On View: Kiki Smith in Her Natural Habitat
Opening a Kiki Smith exhibition at the Elizabeth A. Sackler Center for Feminist Art seems like the obvious choice for the Brooklyn Museum, being as the artist is the reigning queen of feminist art in America. On Thursday night, Smith accepted yet another crown, graciously welcoming an understated group of fellow artists including Mark Seliger, Fred Wilson and Susanna Moore to celebrate the opening of her new exhibition, Kiki Smith: Sojourn. Building on the increasingly alluring (and eerie) period rooms surrounding the contemporary galleries, Smith transformed the white halls of the museum into an ethereal, intimate domestic space using over sixty pieces in a range of media including cast objects, unique sculpture and works on paper.
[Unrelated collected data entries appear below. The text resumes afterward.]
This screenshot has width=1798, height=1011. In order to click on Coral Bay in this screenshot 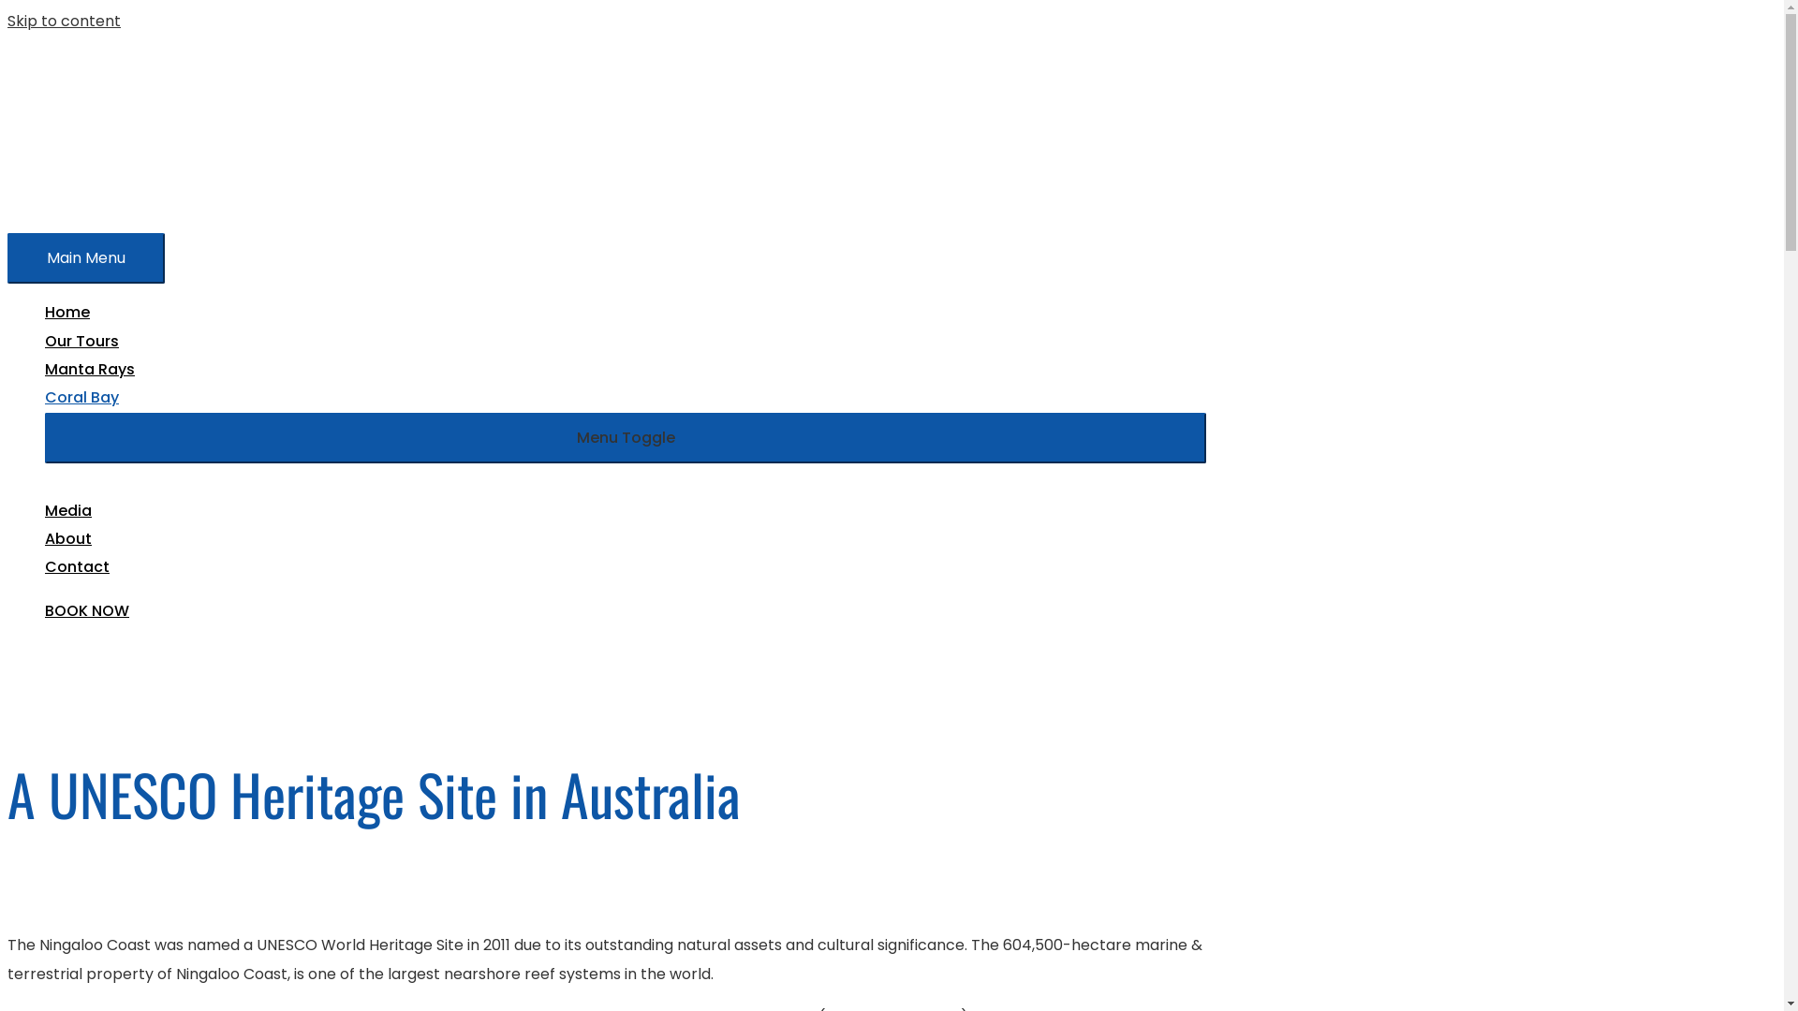, I will do `click(626, 398)`.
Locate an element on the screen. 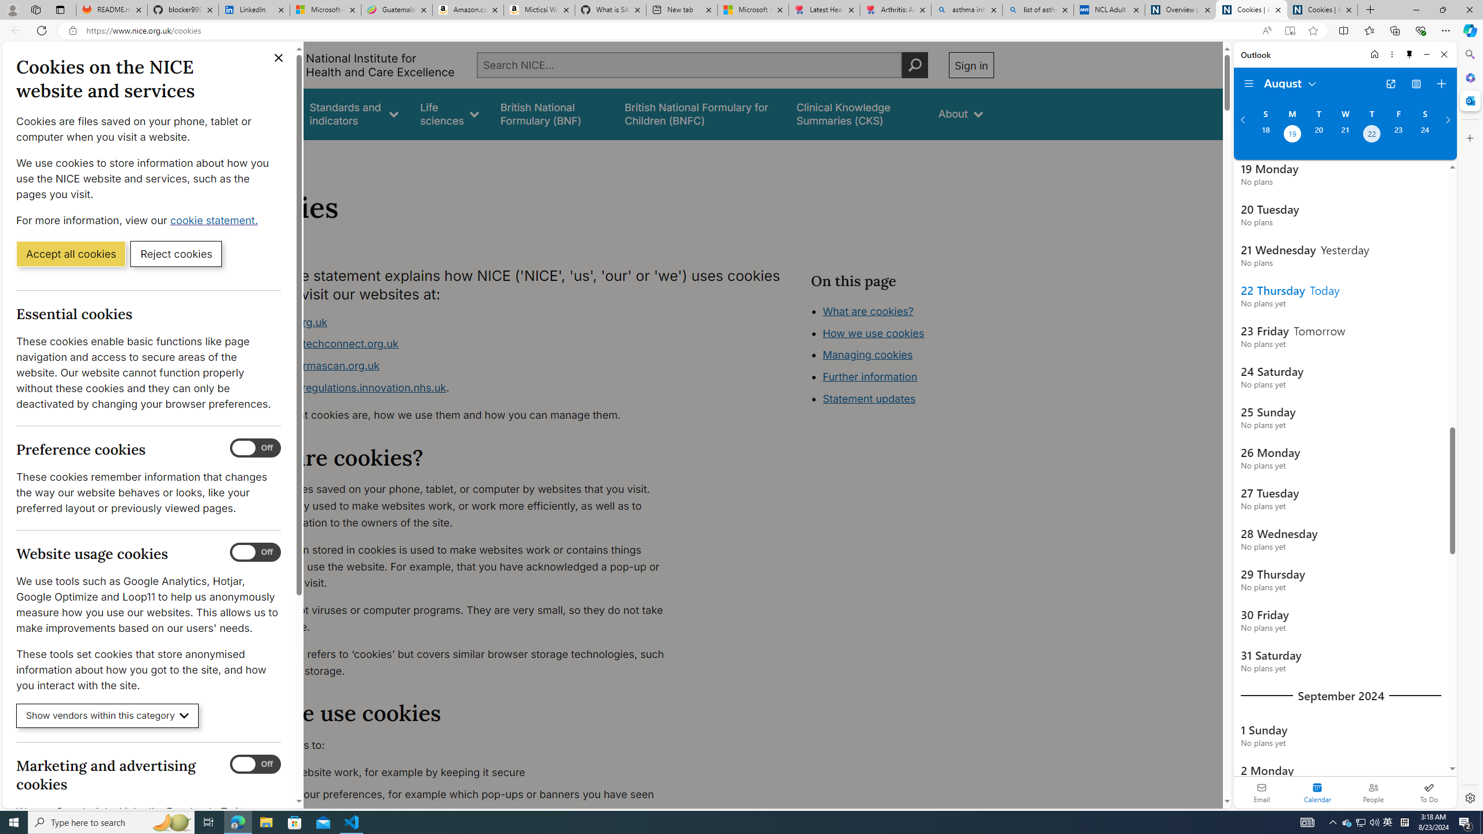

A number of guests at the event, including a few saintly children, were models for the subjects in Smith’s works. They were jarringly lifelike in comparison to their spectral renderings in ink, graphite and colored pencil on the wrinkled and cindered folds of Nepal paper pasted to the walls. Dispersed throughout the rooms were sculptures that moored the outer walls of the exhibition with their physical presence. In Singer (2008), a silvery young woman seems to offer a papal benediction, one arm held above her head and the other gripping a bouquet of flowers, as if to christen the audience into the fading spiritual world framing the real space in which they moved freely. SEE THE REST OF THE PHOTOGRAPHS AND REVIEW ON ART IN AMERICA.
KIKI SMITH: SOJOURN IS ON VIEW THROUGH SEPTEMBER 12. THE BROOKLYN MUSEUM IS LOCATED AT 200 EASTERN PARKWAY, BROOKLYN.